The self-congratulatory atmosphere is quite new. Just three years ago, NATO — frayed by failed interventions in Libya and Iraq, internally divided over its future and buffeted by Donald Trump's derision — was declared "brain-dead" by President Emmanuel Macron of France. Now the picture is completely different. Four months after Russia's invasion of Ukraine, NATO stands as a re-energized bulwark against Russian aggression. European leaders across the continent, determined to come together, speak confidently of common purpose.
Yet for all the talk of European resolve, the past few months have in fact underlined something else: the continent's dependence on the United States to resolve its security problems. That's nothing new, of course.

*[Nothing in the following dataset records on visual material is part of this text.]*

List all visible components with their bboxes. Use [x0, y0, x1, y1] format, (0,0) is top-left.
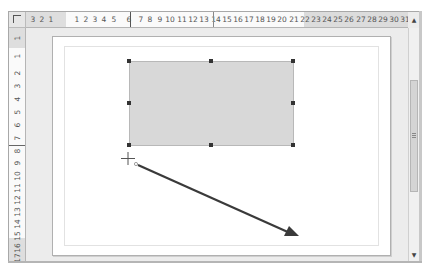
scroll-up-button[interactable]: ▲ [409, 13, 419, 27]
window-right-edge [419, 11, 422, 262]
scroll-down-button[interactable]: ▼ [409, 250, 419, 260]
arrow-line-shape[interactable] [138, 165, 299, 236]
window-bottom-edge [8, 261, 422, 263]
crosshair-cursor-icon [121, 152, 138, 166]
vertical-scrollbar[interactable]: ▼ [408, 28, 419, 261]
scrollbar-thumb[interactable] [410, 80, 418, 192]
grip-icon [412, 133, 416, 138]
drawing-overlay [0, 0, 434, 274]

In many ways it's the role America has played since the end of World War II, ensuring — even after the collapse of the Soviet Union in 1991 — that Europe operated under America's military umbrella.
But while this approach might save leaders from politically difficult choices in the short term, it's ultimately a losing proposition. America, embroiled in domestic problems and ever more focused on the challenge from China, can't oversee Europe forever. And Europe, facing a hostile and revisionist Russia, needs to look after itself.
These criticisms might sound counterintuitive. After all, Europe has made some major strides on defense in recent months. This is most visible in Germany, where the government has pledged to spend 100 billion euros, or $106 billion, more on defense over the next few years — a change so profound that the German press has adopted Chancellor Olaf Scholz's description of it as a "Zeitenwende," or turning point. Other countries, including Italy, Romania and Norway, have also pledged to substantially increase spending. These shifts strike at the common complaint that European states, pusillanimous and miserly, are "free riders" relying on America's military largess for protection.
Yet if European states are reducing their free-rider problem, they have something perhaps more intractable: a collective-action problem. Simply put, the individual interests and inclinations of the European Union's 27 members, whose countries encompass several thousand miles of territory, make it difficult to forge a common course of action. That's true for many issues, among them economic reform and the role of the judiciary, but it's perhaps especially acute for military and defense policy.